Redressing First Nations historical trauma: Theorizing mechanisms for indigenous culture as mental health treatment
Indigenous ‘‘First Nations’’ communities have consistently associated their disproportionate
rates of psychiatric distress with historical experiences of European colonization.
This emphasis on the socio-psychological legacy of colonization within tribal
communities has occasioned increasingly widespread consideration of what has been
termed historical trauma within First Nations contexts. In contrast to personal experiences
of a traumatic nature, the concept of historical trauma calls attention to the
complex, collective, cumulative, and intergenerational psychosocial impacts that
resulted from the depredations of past colonial subjugation. One oft-cited exemplar
of this subjugation—particularly in Canada—is the Indian residential school. Such
schools were overtly designed to ‘‘kill the Indian and save the man.’’ This was institutionally
achieved by sequestering First Nations children from family and community
while forbidding participation in Native cultural practices in order to assimilate them
into the lower strata of mainstream society. The case of a residential school ‘‘survivor’’

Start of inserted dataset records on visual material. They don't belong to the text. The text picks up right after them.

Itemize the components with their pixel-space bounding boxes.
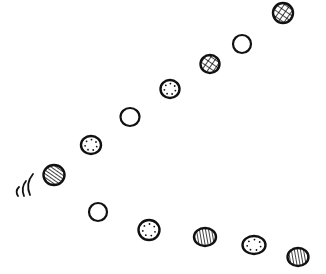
circle-hatch-vertical-icon <box>194 228 216 246</box>
bouncing-balls-drawing <box>0 0 326 274</box>
circle-hatch-vertical-icon <box>288 248 309 266</box>
circle-crosshatch-icon <box>273 3 293 23</box>
circle-dots-icon <box>161 80 180 98</box>
circle-empty-icon <box>89 203 107 221</box>
circle-dots-icon <box>243 236 266 254</box>
motion-line-icon <box>23 181 26 196</box>
circle-dots-icon <box>81 136 101 154</box>
circle-empty-icon <box>121 108 140 126</box>
circle-dots-icon <box>139 220 160 240</box>
motion-line-icon <box>17 187 19 196</box>
motion-lines-group <box>17 174 33 196</box>
circles-group <box>44 3 309 266</box>
circle-crosshatch-icon <box>201 55 220 73</box>
illustration-canvas <box>0 0 326 274</box>
circle-empty-icon <box>233 35 251 53</box>
circle-hatch-diagonal-icon <box>44 165 65 185</box>
motion-line-icon <box>28 174 33 195</box>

from an indigenous community treatment program on a Manitoba First Nations reserve
is presented to illustrate the significance of participation in traditional cultural practices
for therapeutic recovery from historical trauma. An indigenous rationale for the postulated
efficacy of ‘‘culture as treatment’’ is explored with attention to plausible therapeutic
mechanisms that might account for such recovery. To the degree that a return to
indigenous tradition might benefit distressed First Nations clients, redressing the sociopsychological
ravages of colonization in this manner seems a promising approach
worthy of further research investigation.